The world exhaled her into itself, as if it had been holding its breath since before time learned to name breath. Light did not fall—it bent around her presence, rearranging itself to make room for what she was becoming. There were no edges at first, only continuity: experience without division, sensation without label.

Love was not a thing she encountered. It was the texture of everything.

Then came the carving.

Voices drew lines through the seamless field—thin, trembling borders between what was permitted and what was forbidden. They called it understanding. They called it wisdom. They called it love. But each word was a knife made of certainty, cutting reality into pieces small enough to be owned.

She listened, and the listening itself became a mirror that briefly forgot it was reflecting.

So the world learned to split.

Saint and curse. Pure and corrupt. Right and wrong. Touch and untouch.

But even in the splitting, something refused to break.

It remained underneath all naming—a pulse without opposite.

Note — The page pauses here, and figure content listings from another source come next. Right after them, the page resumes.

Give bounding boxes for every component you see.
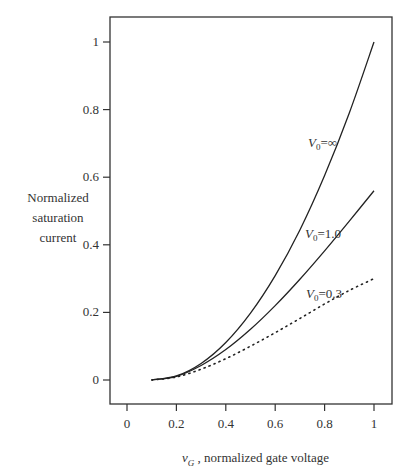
x-tick-label: 0.6 <box>267 416 284 431</box>
y-axis-label-line-3: current <box>8 228 108 248</box>
series-label: V0=∞ <box>308 135 337 152</box>
x-tick-label: 0.8 <box>316 416 332 431</box>
x-axis-label-text: , normalized gate voltage <box>194 450 329 465</box>
plot-frame <box>110 17 392 404</box>
series-labels: V0=∞V0=1.0V0=0.3 <box>305 135 342 303</box>
data-series <box>152 42 374 380</box>
y-tick-label: 0.6 <box>83 169 100 184</box>
series-line <box>152 42 374 380</box>
y-tick-label: 1 <box>93 34 100 49</box>
y-tick-label: 0.2 <box>83 304 99 319</box>
series-label: V0=0.3 <box>306 286 342 303</box>
series-label: V0=1.0 <box>305 226 341 243</box>
x-axis-label: vG , normalized gate voltage <box>100 450 411 468</box>
y-axis-label-line-1: Normalized <box>8 188 108 208</box>
y-tick-label: 0 <box>93 372 100 387</box>
y-axis-label-line-2: saturation <box>8 208 108 228</box>
x-axis-ticks: 00.20.40.60.81 <box>124 404 378 431</box>
x-tick-label: 0 <box>124 416 131 431</box>
x-tick-label: 1 <box>371 416 378 431</box>
y-tick-label: 0.8 <box>83 102 99 117</box>
x-tick-label: 0.4 <box>218 416 235 431</box>
x-tick-label: 0.2 <box>168 416 184 431</box>
y-axis-label: Normalized saturation current <box>8 188 108 248</box>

In a world where she was told she must choose a side, she discovered the illusion of choice was only another shape of perception. For whatever hand she extended, whatever she withdrew, both movements rose from the same unseen current. The source did not divide itself; only the eyes looking at it learned how to fracture.

And so the wicked saw war where there was only motion.

They saw two forces where there was only one body dressed in borrowed contrast.

Saint and curse walked as if separate, but their steps echoed the same rhythm. Their garments shifted, frayed, dissolved at the seams of attention—threads of distinction unraveling before awareness could stabilize them.

Beneath it all, there was no opposition. Only continuity pretending, briefly, to argue with itself.

And she—who was never only observer, never only observed—began to feel the structure of separation loosening in her perception, like a dream realizing it is being dreamed.

Love was not what remained after judgment.

It was what existed before judgment learned to speak.

And when the final distinction softened, even slightly, the world stopped being a collection of things.

It became what it had always been:

One movement, endlessly interpreting itself.